Monday, August 24, 2020

Network engineers don't have to become programmers

 In the face of the turmoil of the evolution of network technologies, engineers trained in this area should not rush to learn a programming language. But to compete in the new world of software-defined networks, it may be more important to start thinking like a programmer.

The idea emerged reinforced this week in a debate by the Open Networking User Group and generating a favorable response from the audience. The days of managing individual switches and routers, configuring them with command-line interfaces (CLI), proprietary tend to end, said the four panelists at the organization's Spring conference in San Francisco, during the last week.

Although Software Defined Networks technologies have not entered every company, new approaches to enterprise IT and the availability of public clouds lead organizations towards the use of more agile and automated networks, they confirm. Internal network management teams will need to match the speed of evolution of cloud providers in tasks such as creating new virtual machines, warns Stanford University professor David Cheriton.
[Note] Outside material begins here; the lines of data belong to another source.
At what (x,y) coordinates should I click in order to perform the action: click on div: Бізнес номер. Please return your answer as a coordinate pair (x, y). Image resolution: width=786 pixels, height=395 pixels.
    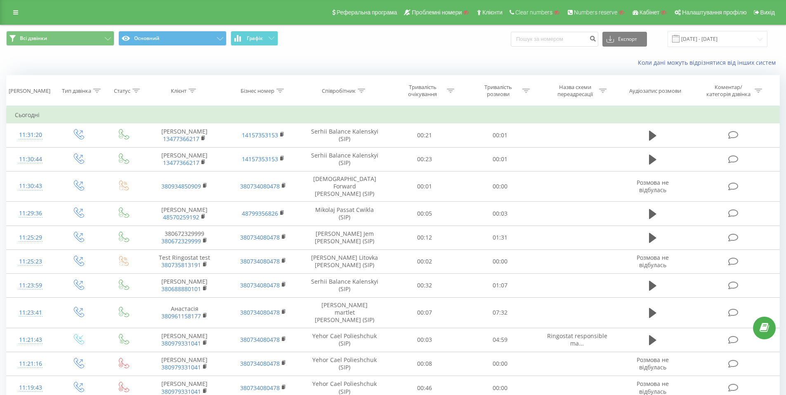
    Looking at the image, I should click on (257, 91).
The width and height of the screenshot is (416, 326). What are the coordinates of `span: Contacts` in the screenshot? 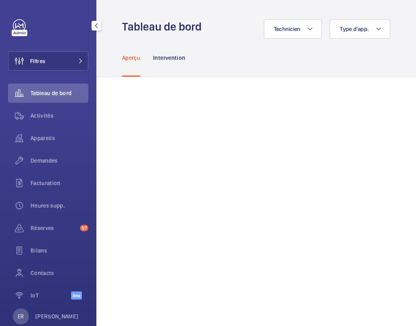 It's located at (59, 273).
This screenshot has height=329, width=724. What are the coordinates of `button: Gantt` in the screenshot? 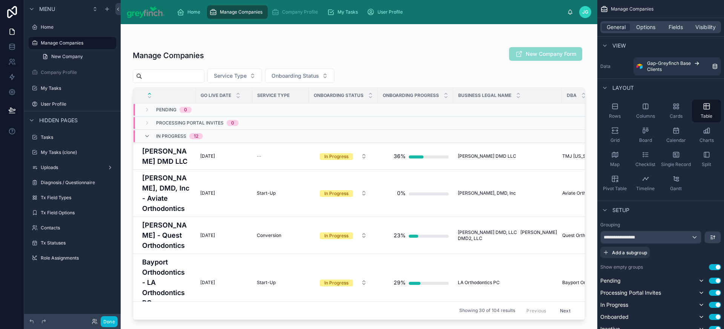 It's located at (676, 183).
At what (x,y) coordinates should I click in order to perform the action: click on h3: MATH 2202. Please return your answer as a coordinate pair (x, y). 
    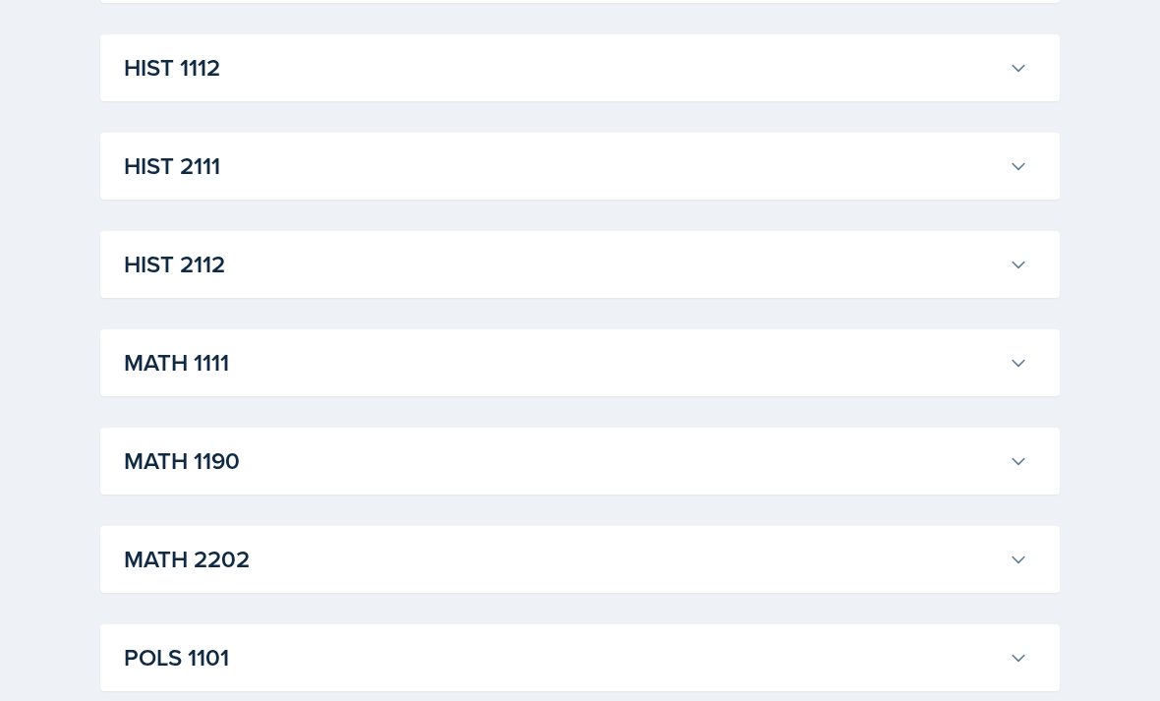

"At one point, the CIO will ask, 'Why does it cost us so much it takes us much longer to do the same?'" Illustrates Cheriton. SDNs absorb many configuration tasks that some network engineers have spent their careers doing manually, raising concerns about the security of their jobs and how these technicians should evolve.

Freed from port and route configuration tasks, some network engineers are already taking on more sophisticated functions, such as designing better systems. With these changes, some network professionals will begin to code. But that doesn't mean writing software from scratch and starting your career as a programmer again.